[Records from a collection]
BEGIN

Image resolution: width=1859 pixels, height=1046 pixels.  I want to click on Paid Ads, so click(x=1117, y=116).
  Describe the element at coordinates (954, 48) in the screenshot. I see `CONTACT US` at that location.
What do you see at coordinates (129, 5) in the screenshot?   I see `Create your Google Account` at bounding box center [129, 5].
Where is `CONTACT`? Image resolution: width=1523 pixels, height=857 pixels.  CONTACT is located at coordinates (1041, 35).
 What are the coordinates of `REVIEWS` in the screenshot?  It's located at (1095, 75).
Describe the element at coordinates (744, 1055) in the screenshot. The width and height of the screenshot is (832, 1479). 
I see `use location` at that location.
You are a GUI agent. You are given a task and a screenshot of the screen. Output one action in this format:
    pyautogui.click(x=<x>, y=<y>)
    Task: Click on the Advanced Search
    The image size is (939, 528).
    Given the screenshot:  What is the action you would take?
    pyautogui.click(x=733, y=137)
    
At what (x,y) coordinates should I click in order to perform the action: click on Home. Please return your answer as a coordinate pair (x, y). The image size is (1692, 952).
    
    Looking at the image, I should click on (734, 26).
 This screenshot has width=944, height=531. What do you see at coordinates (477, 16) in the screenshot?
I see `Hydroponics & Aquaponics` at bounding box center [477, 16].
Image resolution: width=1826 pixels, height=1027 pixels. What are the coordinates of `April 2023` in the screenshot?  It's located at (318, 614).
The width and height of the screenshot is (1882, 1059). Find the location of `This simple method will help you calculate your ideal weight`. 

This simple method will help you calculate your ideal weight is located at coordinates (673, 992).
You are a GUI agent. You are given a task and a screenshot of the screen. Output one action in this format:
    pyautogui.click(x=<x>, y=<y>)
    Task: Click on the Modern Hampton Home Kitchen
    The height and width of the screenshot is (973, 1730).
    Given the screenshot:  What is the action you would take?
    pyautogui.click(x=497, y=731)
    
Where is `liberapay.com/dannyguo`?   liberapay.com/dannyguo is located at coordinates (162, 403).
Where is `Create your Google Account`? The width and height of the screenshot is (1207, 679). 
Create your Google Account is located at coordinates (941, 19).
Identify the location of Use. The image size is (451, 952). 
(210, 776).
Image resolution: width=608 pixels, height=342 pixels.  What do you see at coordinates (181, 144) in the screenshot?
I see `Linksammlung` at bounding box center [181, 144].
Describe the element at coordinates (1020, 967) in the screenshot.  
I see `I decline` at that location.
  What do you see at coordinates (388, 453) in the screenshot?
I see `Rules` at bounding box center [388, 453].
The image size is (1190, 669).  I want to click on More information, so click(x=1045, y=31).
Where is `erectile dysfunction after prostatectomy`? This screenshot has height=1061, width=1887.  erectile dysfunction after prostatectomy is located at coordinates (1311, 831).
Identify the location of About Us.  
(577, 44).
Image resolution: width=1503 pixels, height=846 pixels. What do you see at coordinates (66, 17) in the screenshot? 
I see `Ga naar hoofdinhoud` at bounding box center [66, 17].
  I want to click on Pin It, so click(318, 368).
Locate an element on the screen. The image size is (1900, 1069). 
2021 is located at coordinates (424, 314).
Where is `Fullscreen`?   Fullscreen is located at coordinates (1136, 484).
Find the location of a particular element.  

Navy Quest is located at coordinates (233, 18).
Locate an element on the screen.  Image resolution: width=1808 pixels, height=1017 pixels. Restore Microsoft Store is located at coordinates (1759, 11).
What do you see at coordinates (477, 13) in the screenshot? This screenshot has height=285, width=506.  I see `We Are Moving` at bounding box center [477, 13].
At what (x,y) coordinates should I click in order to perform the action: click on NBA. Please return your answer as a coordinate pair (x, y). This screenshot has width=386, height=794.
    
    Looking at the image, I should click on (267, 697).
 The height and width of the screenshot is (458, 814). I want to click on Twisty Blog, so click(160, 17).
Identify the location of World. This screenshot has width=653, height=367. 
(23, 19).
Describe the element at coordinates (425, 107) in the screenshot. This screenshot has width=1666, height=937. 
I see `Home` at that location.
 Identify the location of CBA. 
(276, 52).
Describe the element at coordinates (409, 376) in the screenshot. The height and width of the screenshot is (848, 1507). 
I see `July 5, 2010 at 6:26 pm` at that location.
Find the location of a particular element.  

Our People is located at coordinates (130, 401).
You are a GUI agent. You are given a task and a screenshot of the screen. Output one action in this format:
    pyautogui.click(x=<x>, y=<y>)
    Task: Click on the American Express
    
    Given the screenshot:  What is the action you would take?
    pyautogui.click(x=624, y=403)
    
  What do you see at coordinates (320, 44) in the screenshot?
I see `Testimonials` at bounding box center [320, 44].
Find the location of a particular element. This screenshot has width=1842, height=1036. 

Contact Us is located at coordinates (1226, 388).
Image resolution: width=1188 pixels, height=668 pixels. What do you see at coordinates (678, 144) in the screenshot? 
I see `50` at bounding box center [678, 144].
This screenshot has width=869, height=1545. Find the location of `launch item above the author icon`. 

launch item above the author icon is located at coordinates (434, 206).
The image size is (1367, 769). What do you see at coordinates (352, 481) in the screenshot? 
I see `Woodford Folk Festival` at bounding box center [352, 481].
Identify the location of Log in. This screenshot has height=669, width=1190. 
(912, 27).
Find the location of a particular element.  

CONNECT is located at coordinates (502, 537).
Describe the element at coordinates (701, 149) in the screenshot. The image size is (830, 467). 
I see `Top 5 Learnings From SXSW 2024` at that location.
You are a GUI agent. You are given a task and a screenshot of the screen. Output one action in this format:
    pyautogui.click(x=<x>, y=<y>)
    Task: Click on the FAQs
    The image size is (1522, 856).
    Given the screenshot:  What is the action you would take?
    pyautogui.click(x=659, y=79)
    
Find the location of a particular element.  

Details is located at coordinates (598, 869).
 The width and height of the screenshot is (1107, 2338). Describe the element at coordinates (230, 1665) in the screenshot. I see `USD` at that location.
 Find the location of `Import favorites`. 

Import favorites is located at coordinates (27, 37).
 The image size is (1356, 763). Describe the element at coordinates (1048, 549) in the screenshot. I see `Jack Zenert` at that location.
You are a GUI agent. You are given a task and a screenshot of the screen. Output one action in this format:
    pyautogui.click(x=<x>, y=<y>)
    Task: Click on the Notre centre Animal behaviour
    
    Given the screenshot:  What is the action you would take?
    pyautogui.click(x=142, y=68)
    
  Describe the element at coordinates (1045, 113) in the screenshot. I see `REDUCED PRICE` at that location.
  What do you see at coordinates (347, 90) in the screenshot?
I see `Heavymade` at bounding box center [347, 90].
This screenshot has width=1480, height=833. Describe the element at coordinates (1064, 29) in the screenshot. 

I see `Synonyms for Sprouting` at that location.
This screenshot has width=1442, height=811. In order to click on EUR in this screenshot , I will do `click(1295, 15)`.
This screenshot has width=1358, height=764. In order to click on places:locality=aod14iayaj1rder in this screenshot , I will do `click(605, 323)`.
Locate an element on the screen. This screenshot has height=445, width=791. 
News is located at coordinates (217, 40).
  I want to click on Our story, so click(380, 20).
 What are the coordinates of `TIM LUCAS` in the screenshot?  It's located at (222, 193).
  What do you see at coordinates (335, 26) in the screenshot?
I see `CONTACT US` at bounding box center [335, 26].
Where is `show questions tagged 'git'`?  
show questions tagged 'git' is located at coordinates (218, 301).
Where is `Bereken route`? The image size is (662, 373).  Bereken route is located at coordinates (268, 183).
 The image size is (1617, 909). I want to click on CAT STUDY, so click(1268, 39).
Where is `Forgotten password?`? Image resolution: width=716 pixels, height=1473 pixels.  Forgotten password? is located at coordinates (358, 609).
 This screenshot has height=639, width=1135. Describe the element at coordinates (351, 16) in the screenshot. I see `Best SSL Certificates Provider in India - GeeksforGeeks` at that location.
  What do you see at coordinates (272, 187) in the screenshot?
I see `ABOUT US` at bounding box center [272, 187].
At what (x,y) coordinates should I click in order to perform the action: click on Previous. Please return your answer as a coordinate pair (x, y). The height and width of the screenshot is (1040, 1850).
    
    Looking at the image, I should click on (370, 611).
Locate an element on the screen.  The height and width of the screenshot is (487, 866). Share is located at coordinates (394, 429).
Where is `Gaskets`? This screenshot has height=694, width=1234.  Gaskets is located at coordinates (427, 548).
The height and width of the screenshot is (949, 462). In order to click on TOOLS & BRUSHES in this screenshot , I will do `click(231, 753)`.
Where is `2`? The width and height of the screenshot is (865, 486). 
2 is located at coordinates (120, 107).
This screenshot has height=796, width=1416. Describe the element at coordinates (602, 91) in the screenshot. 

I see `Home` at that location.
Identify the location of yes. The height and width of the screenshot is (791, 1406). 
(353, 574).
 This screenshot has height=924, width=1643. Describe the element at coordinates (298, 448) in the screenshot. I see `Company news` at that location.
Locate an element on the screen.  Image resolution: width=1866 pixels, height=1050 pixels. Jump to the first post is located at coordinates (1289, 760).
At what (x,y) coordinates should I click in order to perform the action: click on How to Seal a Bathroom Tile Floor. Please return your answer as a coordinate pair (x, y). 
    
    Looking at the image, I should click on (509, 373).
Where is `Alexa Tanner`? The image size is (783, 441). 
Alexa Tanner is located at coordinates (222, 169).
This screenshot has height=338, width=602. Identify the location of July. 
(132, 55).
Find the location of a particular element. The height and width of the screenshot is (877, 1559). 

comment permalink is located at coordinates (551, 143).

END

- PROBLEM TO WORK ON -
From the entries above, write out only the lines starting at the line that holds "What do you see at coordinates (477, 13)" and ending at the line that holds "Task: Click on the American Express", keeping both and matching them exactly.

- EXPECTED ANSWER -
What do you see at coordinates (477, 13) in the screenshot? This screenshot has height=285, width=506.  I see `We Are Moving` at bounding box center [477, 13].
At what (x,y) coordinates should I click in order to perform the action: click on NBA. Please return your answer as a coordinate pair (x, y). This screenshot has width=386, height=794.
    
    Looking at the image, I should click on (267, 697).
 The height and width of the screenshot is (458, 814). I want to click on Twisty Blog, so click(160, 17).
Identify the location of World. This screenshot has width=653, height=367. 
(23, 19).
Describe the element at coordinates (425, 107) in the screenshot. This screenshot has width=1666, height=937. 
I see `Home` at that location.
 Identify the location of CBA. 
(276, 52).
Describe the element at coordinates (409, 376) in the screenshot. The height and width of the screenshot is (848, 1507). 
I see `July 5, 2010 at 6:26 pm` at that location.
Find the location of a particular element.  

Our People is located at coordinates (130, 401).
You are a GUI agent. You are given a task and a screenshot of the screen. Output one action in this format:
    pyautogui.click(x=<x>, y=<y>)
    Task: Click on the American Express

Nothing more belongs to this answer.